Yeah I keep saying implementing a drop-down menu. But why? Because a lot of the tickets will be around enhancing user experience and that can either be very interesting to some, or extremely boring just because.

Boring programming jobs often relate to bad code bases. Is adding feature X tedious? Why is that not automated? Novel bugs are usually interesting, seeing the same thing crop up 10 times is a sign of brittle code.

Are deployments a single click, or do you go down a 30 item list every time?

Users often push systems in new ways and have interesting issues; the 5th redesign because some manager got a new idea is not.

ah yes, the ol' bait and switch. It's fair to point out that employers aren't the only ones who do this, employees are guilty of it too. I've certainly seen it happen where people were hired to write code for a particular project and instead try to do an entirely different job ("what we really need to be working on is a mobile site!", "what we really need is a scrum master!").

However, employers sure do promise autonomy and a creative role, only to attempt to turn that new developer into someone who is supposed to check JIRA in the morning and fix bugs or implement a narrow set of features defined (with little to no creative input), often with a corrupted form of agile that turns the daily standup into a daily application of deadline pressures and demands for status reports.

I've come to realize how valuable some of those stuffy old bureaucratic pratices really can be for me, as a developer. For instance, I have gotten a great deal of value out of formalized, written job description with everyone's signature on it, filed away with HR. Once you're in a relatively senior technical role, you will almost certainly have language like "determines technical requirements", "aligns software architecture with business interests", "makes technology choices", and so forth. These will often have a little percentage next to them, as if we can somehow explicitly state how much of your time these things will take. "Writes code to implement features" and "performs other IT duties as required" will probably also be in there, but it's unlikely, if you're in a senior role, that these will be more than 50% of your job description (certainly not that last one).

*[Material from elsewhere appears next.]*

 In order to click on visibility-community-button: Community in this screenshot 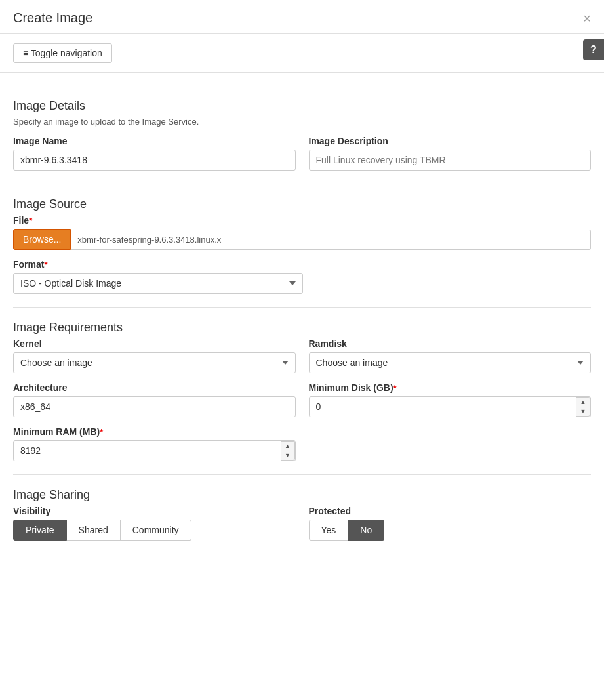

This works well, because if you're accused of "not doing what you were hired to do" when you refuse to maintain an old pile of crap without a clear path toward a better code base (where you determine the technology, business alignment, and architecture), or if people tell you the project that you believe clearly aligns with the needs of the business is your "pet project" and what you really need to do is complete those JIRA tickets, it's usually pretty easy to point to your job description (with everyone's signature on it) and make a very compelling case that you are in fact doing exactly what you were hired to do, and that someone else (often a project manager or business unit manager) is trying to grab job authority that aren't in his or her description, but are clearly in yours. You can also make the case that while you're always willing to pitch in and do what is needed, random tech tasks have greatly exceeded the percentage of your time they are supposed to be taking.

One thing I've slowly learned - the looseness and casualness of the software industry doesn't necessarily favor developers. Sometimes a formalized set of rules can really help us.